By the Spring of '07 I was playing the track daily.  At this point as I mentioned previously I was preparing to attend the TED Global Conference in Arusha.  I was thinking a lot about the situation back home in Ghana and across the African continent in general and had engaged in some fierce debates about the portrayal of the continent in films like Blood Diamond and in a special report CNN had done on the conflicts in Darfur and the Eastern Congo.  And I felt like none of these presented what I believe to be an honest and balanced 
portrayal of the challenges facing the people of these nations.  Time and time again we hear the worst of what people go through.  But when it comes to Africa we do not hear the stories of hope, of perseverance, of triumph.  In fact, we barely hear about these people at all...unless and until they are dying.  And I thought to myself, "why?"  Why do "they" not matter until they are no longer with us? And worst yet, until a whole LOT of them are no longer with us?

And so: "I wrote a song for all the people, who fight on, in a world that doesn't see them..."  I did so because "they" are a part of "me."

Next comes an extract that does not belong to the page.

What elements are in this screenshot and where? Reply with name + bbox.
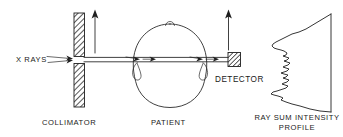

The day before I sat down to write these lyrics I had done a conference call about a youth group doing conflict resolution work with kids in Israel & Palestine.  As is so often the case I perceived how much the issues facing real people in Africa, were plaguing others around the world.  There were some particularly brave young women working on that project, the extent of whose courage I would only come to glimpse much later.  It was not long after Mothers Day and somehow I thought of Kelley and some of the challenges she had encountered as a young woman trying to do what we do.  I thought of my mom and my sister and my Auntie Mama and Auntie Renée and of my grandma Mmaa and my sweet departed granny Mafio.  The latter two in particular had been such a profound influence on the writing of "Sweet Remix" along with their daughter who grew up to become my own Sweet Mama.

And I realized that as best I can see, there is no struggle in the world,  however great or small, in which women (and their children) are not the most greatly victimized...and in turn, so often they prove the most courageous in their willingness to choose life, every day, against all odds.

I won't claim to be a feminist - I haven't the knowledge, nor commitment and I hate labels in general.  But as the song stirred within me I felt I wanted to contribute to the upliftment of the women in my life and those I've never known, not because I was best qualified to do so, but because it was the right thing to do.  In the 
end when I finally sat down to write the words to this song I simply wanted to pay homage to those who "fight on" in the ways we don't see - without weapons, without armies, without braun, bluster or bravado, but with sheer will, determination and a "love that passes all understanding."

This is a song for the unsung.  They may not make monuments unto you.  But we whom you have carried upon your backs, salute you.  It is a beginning.